Contact:
Mike Browne, Deputy Director
mike@OneWisconsinNow.org
(608) 444-3483

MADISON Wis. — Attorneys General from across the country, including from neighboring states Minnesota, Illinois and Iowa, have joined together to oppose Donald Trump and his Education Secretary Betsy DeVos’s scheme to repeal consumer protections for student loan borrowers. In a letter to DeVos, the state top cops note how multiple investigations have revealed abuses in the servicing of student loans and how shoddy practices harm borrowers. One Wisconsin Now Executive Director Scot Ross noted that missing from the effort to protect student loan borrowers is Wisconsin Attorney General Brad Schimel.

“With his inaction Brad Schimel is taking the side of Donald Trump, a guy who settled a lawsuit for $25 million over his scam university, instead of standing with 21 fellow Attorneys General and fighting for the best interests of student loan borrowers,” commented Ross.

Donald Trump, who settled a class action lawsuit brought by students of his Trump “University” for $25 million days before his January inauguration, and his administration are repealing consumer protections for student loan borrowers by allowing debt collectors to charge borrowers exorbitant fees on top of their loan payments. In addition, rules requiring companies that service student loans to prioritize helping borrowers and abide by basic consumer service and protection standards in order to win federal contracts are also being repealed.

These anti-borrower measures are being implemented by Trump’s Secretary of Education, Michigan billionaire Betsy DeVos, whose financial portfolio includes ties to the student loan debt collection industry.

Ross noted that Schimel’s inaction to protect the consumer rights of nearly one million Wisconsin student loan borrowers comes on the eve of the five year anniversary of the total student loan debt in the United States reaching $1 trillion.

According to recent statistics there are nearly one million borrowers with $19 billion in federal student loan debt alone. Wisconsin is now ranked in the top five states in the nation for percentage of college graduates with student debt at 70 percent and the average debt load is nearly $30,000.

He concluded, “Brad Schimel opened up a new $1 million department in the Attorney General’s office to sue the federal government when there was a Democrat in the White House. But now he won’t even sign his name to a letter asking a Republican to back off on stripping consumer protections from nearly one million Wisconsinites. Sad.”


#### What the task requires:
Leave the pictures out and transcribe every record exactly.
◇ ◇ ◇ ◇ ◇ ◇ ◇
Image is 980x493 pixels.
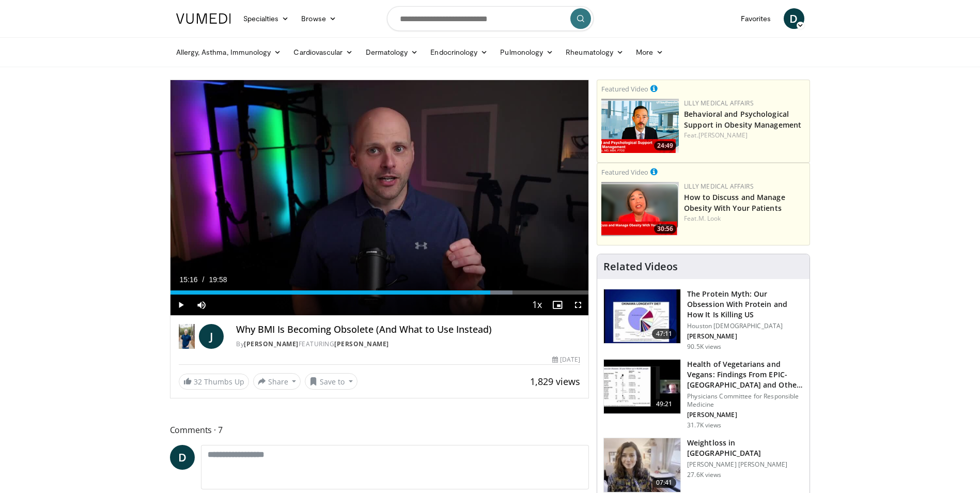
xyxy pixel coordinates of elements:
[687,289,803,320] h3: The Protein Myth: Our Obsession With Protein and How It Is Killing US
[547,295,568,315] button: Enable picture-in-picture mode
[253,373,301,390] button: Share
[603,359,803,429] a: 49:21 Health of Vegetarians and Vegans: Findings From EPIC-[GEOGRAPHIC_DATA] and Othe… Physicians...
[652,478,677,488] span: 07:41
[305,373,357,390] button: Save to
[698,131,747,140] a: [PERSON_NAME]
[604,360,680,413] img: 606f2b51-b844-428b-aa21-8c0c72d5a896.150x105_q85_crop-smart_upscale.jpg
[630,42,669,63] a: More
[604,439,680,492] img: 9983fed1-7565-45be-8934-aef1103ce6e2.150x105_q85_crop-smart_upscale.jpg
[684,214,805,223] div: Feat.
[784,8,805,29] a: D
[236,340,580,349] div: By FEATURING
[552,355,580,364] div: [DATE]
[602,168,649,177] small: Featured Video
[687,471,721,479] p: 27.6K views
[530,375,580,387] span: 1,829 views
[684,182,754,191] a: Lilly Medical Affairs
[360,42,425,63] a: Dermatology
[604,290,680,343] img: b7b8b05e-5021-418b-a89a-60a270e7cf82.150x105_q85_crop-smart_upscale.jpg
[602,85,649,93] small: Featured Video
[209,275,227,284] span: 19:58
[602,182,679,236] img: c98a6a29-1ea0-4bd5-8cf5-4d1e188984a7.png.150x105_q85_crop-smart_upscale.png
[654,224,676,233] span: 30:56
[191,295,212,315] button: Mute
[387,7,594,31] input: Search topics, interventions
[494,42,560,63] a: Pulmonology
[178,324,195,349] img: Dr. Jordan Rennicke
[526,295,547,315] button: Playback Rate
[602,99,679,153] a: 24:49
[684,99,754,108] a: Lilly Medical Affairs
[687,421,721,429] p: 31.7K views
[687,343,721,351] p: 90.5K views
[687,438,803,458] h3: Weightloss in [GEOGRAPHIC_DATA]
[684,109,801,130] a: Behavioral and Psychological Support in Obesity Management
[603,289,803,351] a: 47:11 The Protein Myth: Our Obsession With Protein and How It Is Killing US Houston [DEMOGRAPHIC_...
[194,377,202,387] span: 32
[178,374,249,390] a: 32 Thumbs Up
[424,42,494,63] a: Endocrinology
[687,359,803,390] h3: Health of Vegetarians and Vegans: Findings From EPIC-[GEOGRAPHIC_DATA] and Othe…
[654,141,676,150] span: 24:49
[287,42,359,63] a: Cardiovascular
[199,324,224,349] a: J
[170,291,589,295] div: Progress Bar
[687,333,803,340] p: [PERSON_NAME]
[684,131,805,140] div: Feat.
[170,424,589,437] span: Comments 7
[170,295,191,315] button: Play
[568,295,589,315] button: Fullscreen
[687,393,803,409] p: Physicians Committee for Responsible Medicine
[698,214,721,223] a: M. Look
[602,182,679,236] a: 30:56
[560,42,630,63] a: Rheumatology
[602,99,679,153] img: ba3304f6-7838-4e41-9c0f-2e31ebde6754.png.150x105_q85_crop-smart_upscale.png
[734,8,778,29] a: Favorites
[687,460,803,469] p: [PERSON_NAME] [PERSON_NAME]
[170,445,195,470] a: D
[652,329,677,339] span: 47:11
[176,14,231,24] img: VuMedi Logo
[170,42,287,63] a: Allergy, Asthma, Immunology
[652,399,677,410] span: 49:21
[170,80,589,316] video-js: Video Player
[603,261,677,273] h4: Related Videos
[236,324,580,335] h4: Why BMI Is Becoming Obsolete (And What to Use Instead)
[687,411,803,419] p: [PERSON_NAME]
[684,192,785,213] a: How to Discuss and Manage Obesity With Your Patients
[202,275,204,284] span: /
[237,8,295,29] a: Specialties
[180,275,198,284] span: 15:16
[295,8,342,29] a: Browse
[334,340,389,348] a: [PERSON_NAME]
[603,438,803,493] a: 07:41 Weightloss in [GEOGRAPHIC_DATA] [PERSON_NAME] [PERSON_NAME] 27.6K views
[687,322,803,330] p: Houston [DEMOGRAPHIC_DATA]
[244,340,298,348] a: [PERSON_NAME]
◇ ◇ ◇ ◇ ◇ ◇ ◇
#### Answer for the task:
Image is 980x493 pixels.
xyxy pixel coordinates of elements:
[687,289,803,320] h3: The Protein Myth: Our Obsession With Protein and How It Is Killing US
[547,295,568,315] button: Enable picture-in-picture mode
[253,373,301,390] button: Share
[603,359,803,429] a: 49:21 Health of Vegetarians and Vegans: Findings From EPIC-[GEOGRAPHIC_DATA] and Othe… Physicians...
[652,478,677,488] span: 07:41
[305,373,357,390] button: Save to
[698,131,747,140] a: [PERSON_NAME]
[604,360,680,413] img: 606f2b51-b844-428b-aa21-8c0c72d5a896.150x105_q85_crop-smart_upscale.jpg
[630,42,669,63] a: More
[604,439,680,492] img: 9983fed1-7565-45be-8934-aef1103ce6e2.150x105_q85_crop-smart_upscale.jpg
[684,214,805,223] div: Feat.
[784,8,805,29] a: D
[236,340,580,349] div: By FEATURING
[552,355,580,364] div: [DATE]
[602,168,649,177] small: Featured Video
[687,471,721,479] p: 27.6K views
[530,375,580,387] span: 1,829 views
[684,182,754,191] a: Lilly Medical Affairs
[360,42,425,63] a: Dermatology
[604,290,680,343] img: b7b8b05e-5021-418b-a89a-60a270e7cf82.150x105_q85_crop-smart_upscale.jpg
[602,85,649,93] small: Featured Video
[209,275,227,284] span: 19:58
[602,182,679,236] img: c98a6a29-1ea0-4bd5-8cf5-4d1e188984a7.png.150x105_q85_crop-smart_upscale.png
[654,224,676,233] span: 30:56
[191,295,212,315] button: Mute
[387,7,594,31] input: Search topics, interventions
[494,42,560,63] a: Pulmonology
[178,324,195,349] img: Dr. Jordan Rennicke
[526,295,547,315] button: Playback Rate
[602,99,679,153] a: 24:49
[684,99,754,108] a: Lilly Medical Affairs
[687,421,721,429] p: 31.7K views
[687,343,721,351] p: 90.5K views
[687,438,803,458] h3: Weightloss in [GEOGRAPHIC_DATA]
[684,109,801,130] a: Behavioral and Psychological Support in Obesity Management
[603,289,803,351] a: 47:11 The Protein Myth: Our Obsession With Protein and How It Is Killing US Houston [DEMOGRAPHIC_...
[194,377,202,387] span: 32
[178,374,249,390] a: 32 Thumbs Up
[424,42,494,63] a: Endocrinology
[687,359,803,390] h3: Health of Vegetarians and Vegans: Findings From EPIC-[GEOGRAPHIC_DATA] and Othe…
[654,141,676,150] span: 24:49
[287,42,359,63] a: Cardiovascular
[199,324,224,349] a: J
[170,291,589,295] div: Progress Bar
[687,333,803,340] p: [PERSON_NAME]
[684,131,805,140] div: Feat.
[170,424,589,437] span: Comments 7
[170,295,191,315] button: Play
[568,295,589,315] button: Fullscreen
[687,393,803,409] p: Physicians Committee for Responsible Medicine
[698,214,721,223] a: M. Look
[602,182,679,236] a: 30:56
[560,42,630,63] a: Rheumatology
[602,99,679,153] img: ba3304f6-7838-4e41-9c0f-2e31ebde6754.png.150x105_q85_crop-smart_upscale.png
[734,8,778,29] a: Favorites
[687,460,803,469] p: [PERSON_NAME] [PERSON_NAME]
[170,445,195,470] a: D
[652,329,677,339] span: 47:11
[176,14,231,24] img: VuMedi Logo
[170,42,287,63] a: Allergy, Asthma, Immunology
[652,399,677,410] span: 49:21
[170,80,589,316] video-js: Video Player
[603,261,677,273] h4: Related Videos
[236,324,580,335] h4: Why BMI Is Becoming Obsolete (And What to Use Instead)
[687,411,803,419] p: [PERSON_NAME]
[684,192,785,213] a: How to Discuss and Manage Obesity With Your Patients
[202,275,204,284] span: /
[237,8,295,29] a: Specialties
[180,275,198,284] span: 15:16
[295,8,342,29] a: Browse
[334,340,389,348] a: [PERSON_NAME]
[603,438,803,493] a: 07:41 Weightloss in [GEOGRAPHIC_DATA] [PERSON_NAME] [PERSON_NAME] 27.6K views
[687,322,803,330] p: Houston [DEMOGRAPHIC_DATA]
[244,340,298,348] a: [PERSON_NAME]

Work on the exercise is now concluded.